AetheRock: An Arm-Worn Robot Teaching System for Force-Guided Vision-Tactile Learning

2026-06-08Robotics

Robotics
AI summary

The authors created AetheRock, a wearable device that collects force, vision, and touch data from a person's arm and fingers to help robots learn how to handle things better. They also developed ForceVT, a method that uses force and vision information to improve how robots understand touch, even when touch sensors vary in quality. Their experiments showed that AetheRock gathers data efficiently and ForceVT helps the robot learn reliably despite sensor differences. This work combines new hardware and software to improve robot learning for tasks that need careful touch and force sensing.
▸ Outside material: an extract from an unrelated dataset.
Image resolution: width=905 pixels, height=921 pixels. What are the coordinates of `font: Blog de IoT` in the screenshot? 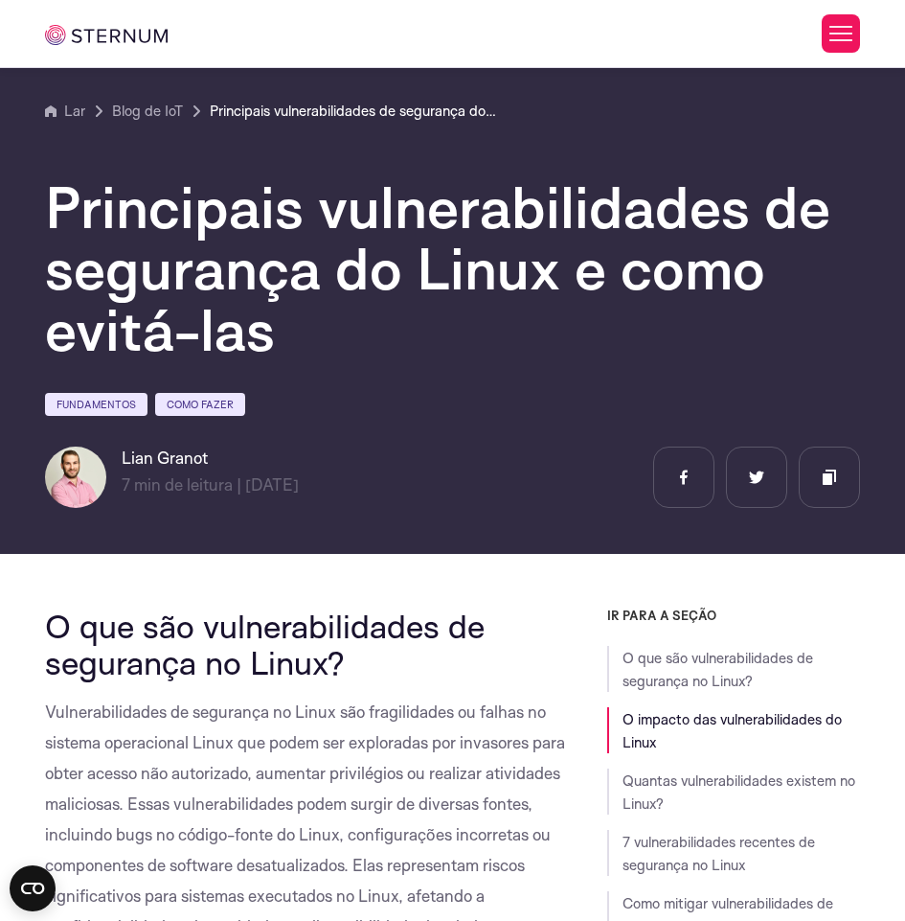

force sensingtactile sensingrobot learningwearable sensorsvisuo-tactile sensorsrepresentation learningdata efficiencysensor fusionrobot manipulationGelSlim-MiniFab
Authors
Hong Li, Yue Xu, Yihan Tang, Yankang Dong, Chenyuan Liu, Chenyang Yu, Xuyang Li, Siyuan Huang, Yujun Shen, Nan Xue, Yong-Lu Li
Abstract
Force and tactile sensing are indispensable in contact-rich manipulation. However, force-aware robot learning faces critical challenges due to the incompatible assembly of tactile and force sensors in handheld or wearable devices. To address these limitations, we first introduce AetheRock for gripper-force, vision, and tactile data collection, which is an arm-worn device featuring a modular and easily manufactured visuo-tactile sensor, GelSlim-MiniFab, at the fingertip, a resistive pressure sensor at the human finger contact region, a customized PCB module, and a wearable kit for comfortable and robust collection. Building on this, we propose ForceVT, a representation learning framework that uses force and vision to guide fidelity-agnostic tactile learning, enabling robust inference in any tactile situation. Real-world experiments show that AetheRock achieves qualified data efficiency and that ForceVT effectively alleviates inefficiencies when visuo-tactile sensors exhibit manufacturing and utilization inconsistencies. Overall, our work mitigates the limitations of gripper-force vision-tactile robot learning through innovative hardware design and algorithms.